This is a huge question. Black Studies in its origins was about creating historical awareness, redefining and developing what knowledge is, being inspired by as well as inspiring local black communities, and confronting White imperialism head on with undeniable data not politics as it relates to addressing the notions of oppression perpetuated by the capitalist class. One highlight of Brown's Dude, Where's My Black Studies Department, was his discussion on the Malcolm X Consciousness Conference organized by Laney College in Oakland, California. He made reference to it as the new Black Studies (p.113).
It appears that he described it as such because it was a return to the founding tenets of Black Studies which was to insure that there was a community connection. Moreover, Brown discussed how some of the panelists, some who were former Black Panthers suggested that each Black Studies department must have a part of their program that channels students back to their community to do work. Is that what's missing? Will that create the awareness that black students of the Hip Hop and post-Hip Hop generations need in order to be spirited to address the issues that are impacting impoverished African American communities today? Or is it just a fleeting notion, a fleeting notion of the belief that today's black student can find the throwback spirit of struggles that led to the development of the original Black Studies. What if, by chance, they found that spirit of yesteryear, would that be enough to revitalize Black America?
I suggest that what is missing today is the "moral panic" of White America. History has shown that speaking truth to power does not work, nor does "in all deliberate speed." Brown made reference to Cornel West's assertions that young people are sleepwalking intellectually, and that he need to use a powerful oral tradition to wake them up and connect them with the democratic process necessary to change the conditions that plague the black community. West used Hip Hop as a way to connect. Is Hip Hop an answer, or has Hip Hop been co-opted and commercialized to a point that makes it's agency ineffective? Is there something else on the horizon?
When University of Illinois IPOWERED civic engagement scholars from Dr. Patterson's Afro 498 course, participated in a community based discussion on the redevelopment efforts in a North Champaign neighborhood, they immediately responded with fervor and outcry against the proposed plan, and used the verbiage of gentrification to describe what was going to happen if the residents in this historic African American community signed on to the plan as presented. As a result, members from the steering committee came to class to dialogue. The conversation centered around how to develop the space without creating yet another example of Black Americans being displaced for the sake of progress. It was the spirit of those students, graduate and undergraduate, black and white that challenged the city's proposed plan and policies through the historic tenet of community engagement from a Black Studies department within a predominately white institution.
Noted black scholar, Manning Marable, made the point before he passed away that in order for Black Studies to have meaning in the 21st Century, it must be digitized. How do we digitize black studies? who will create the code for syncing the oral traditions to the legacies of the black lived experience? Who will create the code that breaths life into the print traditions that binds so many black scholars? How do we scale up Black Studies in a traditional, print based environment. An environment that dictates what knowledge is and maintains the mechanisms that gate keeps that knowledge with promotion and tenure. How do we merge indigenous knowledge into the equation? How is this measured, who measures it? who determines it's success or failure? These are just a few of the tough questions that need answers if there is to be a New Black Studies in the 21st century.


TRY IT: Some lines in the data below hold the string "hermes". Report how many, as a bare number.

___ DATASET RECORDS ___

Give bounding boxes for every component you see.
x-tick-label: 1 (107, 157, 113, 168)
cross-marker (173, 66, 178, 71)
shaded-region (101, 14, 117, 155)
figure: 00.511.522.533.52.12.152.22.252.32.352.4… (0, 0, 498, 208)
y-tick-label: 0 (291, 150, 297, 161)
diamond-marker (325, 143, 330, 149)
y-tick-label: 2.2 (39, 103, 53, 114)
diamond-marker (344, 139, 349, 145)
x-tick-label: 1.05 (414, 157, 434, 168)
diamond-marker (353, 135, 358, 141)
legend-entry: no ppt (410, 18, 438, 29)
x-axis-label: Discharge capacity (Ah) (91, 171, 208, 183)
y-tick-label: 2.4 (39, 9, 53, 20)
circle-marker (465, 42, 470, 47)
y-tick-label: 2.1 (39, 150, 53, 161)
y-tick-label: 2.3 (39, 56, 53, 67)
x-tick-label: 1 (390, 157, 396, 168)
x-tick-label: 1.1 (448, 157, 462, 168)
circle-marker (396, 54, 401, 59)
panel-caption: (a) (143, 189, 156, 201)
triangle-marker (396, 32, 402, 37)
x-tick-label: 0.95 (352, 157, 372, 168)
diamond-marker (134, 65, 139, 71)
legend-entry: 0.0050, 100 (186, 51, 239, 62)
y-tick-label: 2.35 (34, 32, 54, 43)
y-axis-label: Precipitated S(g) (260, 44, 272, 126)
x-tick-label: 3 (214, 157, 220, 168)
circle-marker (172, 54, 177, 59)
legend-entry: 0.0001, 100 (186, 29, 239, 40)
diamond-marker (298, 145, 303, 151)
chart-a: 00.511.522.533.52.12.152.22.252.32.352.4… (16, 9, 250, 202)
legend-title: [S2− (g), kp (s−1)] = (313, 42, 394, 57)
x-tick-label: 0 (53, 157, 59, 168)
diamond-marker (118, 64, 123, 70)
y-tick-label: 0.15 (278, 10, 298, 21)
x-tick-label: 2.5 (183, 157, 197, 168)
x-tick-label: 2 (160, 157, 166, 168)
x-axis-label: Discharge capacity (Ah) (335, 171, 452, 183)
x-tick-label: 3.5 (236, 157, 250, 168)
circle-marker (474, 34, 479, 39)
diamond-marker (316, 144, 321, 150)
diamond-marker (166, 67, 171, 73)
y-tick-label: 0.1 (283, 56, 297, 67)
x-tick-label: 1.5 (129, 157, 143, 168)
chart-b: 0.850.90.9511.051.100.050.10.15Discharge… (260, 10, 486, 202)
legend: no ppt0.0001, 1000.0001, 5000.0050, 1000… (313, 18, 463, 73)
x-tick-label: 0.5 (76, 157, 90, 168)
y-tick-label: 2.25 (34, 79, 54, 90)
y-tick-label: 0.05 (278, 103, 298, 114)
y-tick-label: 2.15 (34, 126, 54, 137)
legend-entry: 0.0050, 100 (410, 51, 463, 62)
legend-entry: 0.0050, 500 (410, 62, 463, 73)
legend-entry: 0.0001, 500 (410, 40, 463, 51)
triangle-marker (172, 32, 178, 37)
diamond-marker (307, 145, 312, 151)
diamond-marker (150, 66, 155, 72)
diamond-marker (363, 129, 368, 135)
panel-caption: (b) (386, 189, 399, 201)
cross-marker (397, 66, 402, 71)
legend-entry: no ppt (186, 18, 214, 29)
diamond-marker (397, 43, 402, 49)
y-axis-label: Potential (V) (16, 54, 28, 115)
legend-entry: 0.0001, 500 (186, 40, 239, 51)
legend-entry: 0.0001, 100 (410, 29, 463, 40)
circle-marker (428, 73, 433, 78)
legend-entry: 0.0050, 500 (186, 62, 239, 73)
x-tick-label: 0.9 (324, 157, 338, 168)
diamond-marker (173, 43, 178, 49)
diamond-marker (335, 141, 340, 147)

___
___ DATASET RECORDS ___

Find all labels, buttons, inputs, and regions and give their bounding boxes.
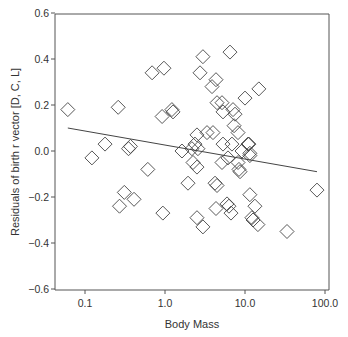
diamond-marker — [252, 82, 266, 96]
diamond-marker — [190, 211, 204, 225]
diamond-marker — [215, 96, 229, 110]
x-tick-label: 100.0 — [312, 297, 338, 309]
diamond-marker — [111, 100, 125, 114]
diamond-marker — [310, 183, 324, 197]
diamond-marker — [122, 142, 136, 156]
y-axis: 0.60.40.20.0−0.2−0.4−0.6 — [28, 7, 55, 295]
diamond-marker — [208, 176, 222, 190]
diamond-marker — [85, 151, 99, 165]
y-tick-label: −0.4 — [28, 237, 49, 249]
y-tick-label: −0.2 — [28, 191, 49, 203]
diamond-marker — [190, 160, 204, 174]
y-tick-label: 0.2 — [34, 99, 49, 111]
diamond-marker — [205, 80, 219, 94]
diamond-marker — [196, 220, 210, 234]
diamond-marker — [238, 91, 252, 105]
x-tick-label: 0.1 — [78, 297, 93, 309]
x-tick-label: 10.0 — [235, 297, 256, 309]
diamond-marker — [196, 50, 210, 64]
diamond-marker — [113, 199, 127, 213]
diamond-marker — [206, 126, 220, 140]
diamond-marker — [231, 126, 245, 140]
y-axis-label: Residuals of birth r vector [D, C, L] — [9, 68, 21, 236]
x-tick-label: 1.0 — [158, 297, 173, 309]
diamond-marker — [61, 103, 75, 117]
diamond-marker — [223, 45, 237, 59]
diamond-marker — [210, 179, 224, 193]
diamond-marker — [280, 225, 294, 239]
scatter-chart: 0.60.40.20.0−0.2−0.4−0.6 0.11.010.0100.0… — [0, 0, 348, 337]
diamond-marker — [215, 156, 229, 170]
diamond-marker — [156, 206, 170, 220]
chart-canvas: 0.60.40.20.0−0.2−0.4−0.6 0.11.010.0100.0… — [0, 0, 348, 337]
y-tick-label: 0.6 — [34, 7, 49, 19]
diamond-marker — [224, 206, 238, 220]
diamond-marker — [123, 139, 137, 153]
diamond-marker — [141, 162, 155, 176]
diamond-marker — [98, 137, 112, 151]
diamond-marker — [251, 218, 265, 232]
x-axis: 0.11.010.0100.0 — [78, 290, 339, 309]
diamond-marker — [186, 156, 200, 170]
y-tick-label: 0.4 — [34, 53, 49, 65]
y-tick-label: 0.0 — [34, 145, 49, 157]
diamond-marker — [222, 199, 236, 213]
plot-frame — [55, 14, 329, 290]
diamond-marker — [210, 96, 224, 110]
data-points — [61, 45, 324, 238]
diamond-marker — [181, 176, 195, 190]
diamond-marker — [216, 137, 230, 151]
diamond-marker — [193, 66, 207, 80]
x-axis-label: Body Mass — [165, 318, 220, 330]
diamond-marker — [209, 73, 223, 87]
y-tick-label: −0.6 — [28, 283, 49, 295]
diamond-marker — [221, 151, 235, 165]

___
___ DATASET RECORDS ___

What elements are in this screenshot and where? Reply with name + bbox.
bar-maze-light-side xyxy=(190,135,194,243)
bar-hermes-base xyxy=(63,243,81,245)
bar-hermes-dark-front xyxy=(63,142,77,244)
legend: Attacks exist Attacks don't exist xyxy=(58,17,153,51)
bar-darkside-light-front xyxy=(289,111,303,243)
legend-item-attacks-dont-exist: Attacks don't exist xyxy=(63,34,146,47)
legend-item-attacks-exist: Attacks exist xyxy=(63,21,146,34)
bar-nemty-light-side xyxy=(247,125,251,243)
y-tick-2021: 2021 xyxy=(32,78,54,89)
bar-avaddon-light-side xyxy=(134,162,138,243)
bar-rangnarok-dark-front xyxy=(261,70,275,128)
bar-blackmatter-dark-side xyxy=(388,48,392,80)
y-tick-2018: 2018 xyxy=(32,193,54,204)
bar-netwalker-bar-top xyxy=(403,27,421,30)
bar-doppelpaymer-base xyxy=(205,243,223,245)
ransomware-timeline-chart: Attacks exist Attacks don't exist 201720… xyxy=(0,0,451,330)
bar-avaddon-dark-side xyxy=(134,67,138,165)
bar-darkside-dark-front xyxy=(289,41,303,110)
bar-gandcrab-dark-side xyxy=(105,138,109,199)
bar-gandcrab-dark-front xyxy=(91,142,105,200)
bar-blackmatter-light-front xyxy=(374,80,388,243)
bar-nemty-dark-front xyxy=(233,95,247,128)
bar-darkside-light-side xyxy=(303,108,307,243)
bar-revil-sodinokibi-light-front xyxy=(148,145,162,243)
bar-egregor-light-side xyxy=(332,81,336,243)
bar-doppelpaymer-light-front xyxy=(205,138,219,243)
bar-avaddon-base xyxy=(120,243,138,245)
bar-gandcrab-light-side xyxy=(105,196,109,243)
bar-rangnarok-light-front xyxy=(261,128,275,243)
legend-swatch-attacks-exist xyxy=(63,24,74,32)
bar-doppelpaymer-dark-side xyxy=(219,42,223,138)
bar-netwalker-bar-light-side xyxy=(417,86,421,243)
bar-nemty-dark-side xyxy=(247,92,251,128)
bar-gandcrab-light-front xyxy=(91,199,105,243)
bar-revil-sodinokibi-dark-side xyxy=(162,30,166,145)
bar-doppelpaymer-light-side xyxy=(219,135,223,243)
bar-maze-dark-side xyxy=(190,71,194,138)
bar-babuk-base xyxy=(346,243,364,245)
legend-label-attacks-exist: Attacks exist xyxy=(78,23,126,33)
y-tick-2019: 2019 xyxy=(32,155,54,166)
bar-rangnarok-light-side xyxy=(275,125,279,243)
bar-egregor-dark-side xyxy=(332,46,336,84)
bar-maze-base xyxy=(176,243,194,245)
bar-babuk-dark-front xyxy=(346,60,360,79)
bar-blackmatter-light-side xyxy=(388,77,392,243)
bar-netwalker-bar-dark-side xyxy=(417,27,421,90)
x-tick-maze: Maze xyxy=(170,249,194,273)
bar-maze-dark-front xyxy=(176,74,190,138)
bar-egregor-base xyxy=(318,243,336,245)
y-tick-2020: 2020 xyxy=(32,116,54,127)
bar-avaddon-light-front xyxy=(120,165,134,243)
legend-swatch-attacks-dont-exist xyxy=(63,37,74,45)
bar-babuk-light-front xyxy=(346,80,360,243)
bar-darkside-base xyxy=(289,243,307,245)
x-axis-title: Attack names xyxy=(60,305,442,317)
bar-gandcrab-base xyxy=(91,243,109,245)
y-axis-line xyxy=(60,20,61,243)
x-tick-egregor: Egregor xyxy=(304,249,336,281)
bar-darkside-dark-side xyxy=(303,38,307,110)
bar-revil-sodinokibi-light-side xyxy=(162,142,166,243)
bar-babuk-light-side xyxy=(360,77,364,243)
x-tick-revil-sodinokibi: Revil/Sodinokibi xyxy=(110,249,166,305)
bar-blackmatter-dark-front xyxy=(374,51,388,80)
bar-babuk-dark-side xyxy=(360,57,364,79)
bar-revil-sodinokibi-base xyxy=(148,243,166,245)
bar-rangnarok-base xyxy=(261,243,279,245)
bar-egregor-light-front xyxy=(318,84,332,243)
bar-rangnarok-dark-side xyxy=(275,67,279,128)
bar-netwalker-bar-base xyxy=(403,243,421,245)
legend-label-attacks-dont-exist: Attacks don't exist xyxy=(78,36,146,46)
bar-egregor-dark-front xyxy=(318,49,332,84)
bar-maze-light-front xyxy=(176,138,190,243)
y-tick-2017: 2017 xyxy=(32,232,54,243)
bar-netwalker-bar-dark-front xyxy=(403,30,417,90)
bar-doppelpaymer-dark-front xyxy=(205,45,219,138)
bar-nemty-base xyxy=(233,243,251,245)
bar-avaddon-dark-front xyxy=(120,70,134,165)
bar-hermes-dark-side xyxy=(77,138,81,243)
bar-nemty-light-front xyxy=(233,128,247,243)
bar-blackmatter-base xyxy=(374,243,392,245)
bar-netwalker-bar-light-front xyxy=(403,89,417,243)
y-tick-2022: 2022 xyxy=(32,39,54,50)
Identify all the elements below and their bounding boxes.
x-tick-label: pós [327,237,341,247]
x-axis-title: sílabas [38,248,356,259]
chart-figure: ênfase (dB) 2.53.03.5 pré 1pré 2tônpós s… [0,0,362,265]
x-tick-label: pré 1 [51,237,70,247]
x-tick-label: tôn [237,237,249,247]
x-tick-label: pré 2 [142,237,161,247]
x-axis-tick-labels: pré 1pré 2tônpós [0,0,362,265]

___

RESPONSE TO THIS TASK: 3